If the DBD deems a company a nominee front, its assets go to auction. Not confiscation, but a forced sale at an unfavorable price. Mitigation: convert to a leasehold arrangement with the developer before an inspection begins.
Risk 2: Trying to 'refresh' the workaround.
The market's first instinct is to invent a new bypass structure. Experience shows each enforcement wave closes the previous loopholes. Any 'scheme' carries the seed of its next problem. Mitigation: operate strictly within the law.
Risk 3: An unreliable developer under leasehold.
A developer's bankruptcy jeopardizes the entire lease structure. Mitigation: choose established developers with 10+ years of track record and a registered land bank. Review their financial statements.
Risk 4: Confusion over the term 'freehold' for villas.
In the Phuket market, 'freehold' gets applied to very different legal structures, from genuine condo ownership to questionable land arrangements via a company. Mitigation: demand clarity on exactly which document you'll receive: a Chanote (Nor Sor 4 Jor) in your own name, or a share in an LLC.

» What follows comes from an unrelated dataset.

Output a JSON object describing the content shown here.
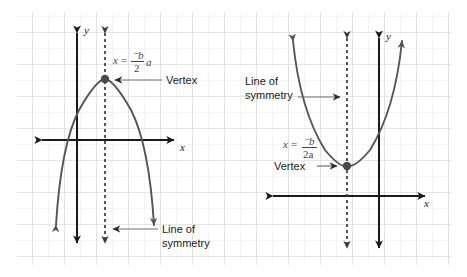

Risk 5: Rising land prices and social pressure.
Foreign capital has driven Phuket land prices beyond what much of the local population can afford. The region's 20-year development plan explicitly names foreign business activity as a concern. This is a strategic direction, not a temporary campaign. Mitigation: factor the political context into long-term planning.

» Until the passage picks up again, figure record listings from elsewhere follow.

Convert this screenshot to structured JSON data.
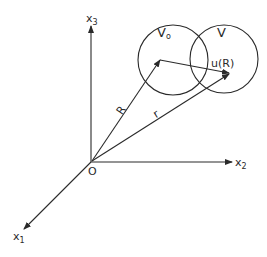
{
  "diagram": {
    "axes": {
      "x1": {
        "label": "x",
        "sub": "1"
      },
      "x2": {
        "label": "x",
        "sub": "2"
      },
      "x3": {
        "label": "x",
        "sub": "3"
      },
      "origin": "O"
    },
    "vectors": {
      "R": "R",
      "r": "r",
      "u": "u(R)"
    },
    "regions": {
      "V0": {
        "label": "V",
        "sub": "o"
      },
      "V": {
        "label": "V"
      }
    },
    "colors": {
      "ink": "#2a2a2a",
      "background": "#ffffff"
    }
  }
}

Enforcement is already producing headline cases. In mid-2026, a Phuket operation saw five Israeli, two French, one Dutch, and one Russian national arrested in connection with 231 million THB worth of land tied to nominee schemes, part of a broader Phase 3 police operation spanning Phuket, Krabi, and Phang Nga.
FAQ
Is it true that Thailand is confiscating property from foreigners?
No. The Kingdom does not seize property without due process. Companies with nominee shareholders can be liquidated, with assets auctioned within a set sale window. It's painful, but it is not expropriation.

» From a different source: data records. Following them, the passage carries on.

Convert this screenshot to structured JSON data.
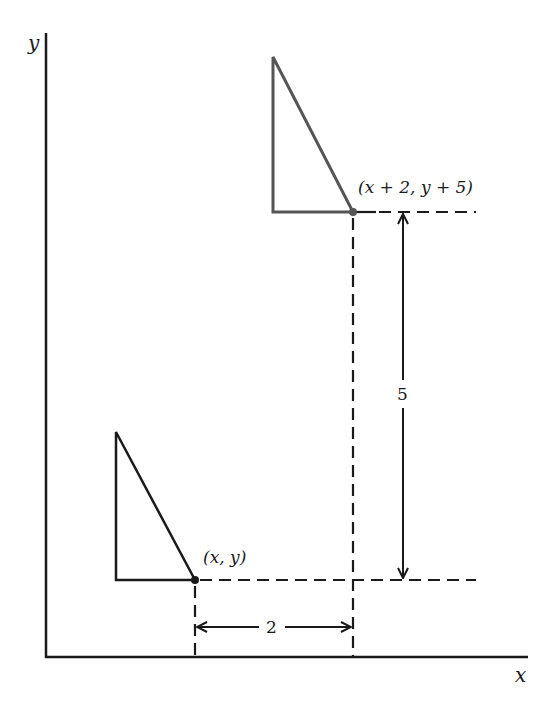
{
  "axes": {
    "x_label": "x",
    "y_label": "y"
  },
  "points": {
    "original": {
      "label": "(x, y)"
    },
    "translated": {
      "label": "(x + 2, y + 5)"
    }
  },
  "dimensions": {
    "horizontal_shift": "2",
    "vertical_shift": "5"
  },
  "colors": {
    "stroke": "#1a1a1a",
    "translated_stroke": "#555555",
    "background": "#ffffff"
  }
}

Will this affect my condominium unit?
If your unit was bought within the foreign quota (up to 49% of a building) and registered in your name, no. The Condominium Act hasn't changed since 1979.
What should I do if my villa is registered under a Thai company?
Three options: ask the developer to buy back the land and set up a leasehold; find genuine Thai business partners; or sell to a Thai individual. It's best to act before receiving any official notice.
Can I register a leasehold for 90 years upfront?
Not formally. Registration covers a 30-year lease. Two further renewal periods can be written into the contract, but they are not guaranteed by the Land Department. Precise contract wording is critical.
Does buying property in Thailand grant a visa?
Yes, an investor visa is available for a freehold condo purchase from 3M THB. Applications tied to leasehold properties are being rejected.
Why did enforcement intensify specifically in 2026?
Three factors: the scale of the issue grew from dozens of cases to thousands; foreign capital pushed up land prices, creating social tension; and selling companies instead of property deprived the state of tax revenue. A more conservative government accelerated the process.
Is it still safe to buy property in Phuket right now?
Yes, provided you choose a legal ownership structure. Freehold condos and well-structured leaseholds with a reputable developer remain sound tools. Only one structure has become toxic: land held via a nominee company.
Will villa prices fall because of forced sales?
Localized pressure on the 'grey' villa segment is likely. But market observers don't expect a broad collapse, liquidating companies takes months to years, not weeks.
Source: The Phuket Express
The situation in 2026 isn't a catastrophe, it's a market maturing. The rules haven't changed, only the level of enforcement has. Buyers who chose the legal path from the start are now ahead. Everyone else should act quickly but without panic, exit options exist, and each case can be resolved individually.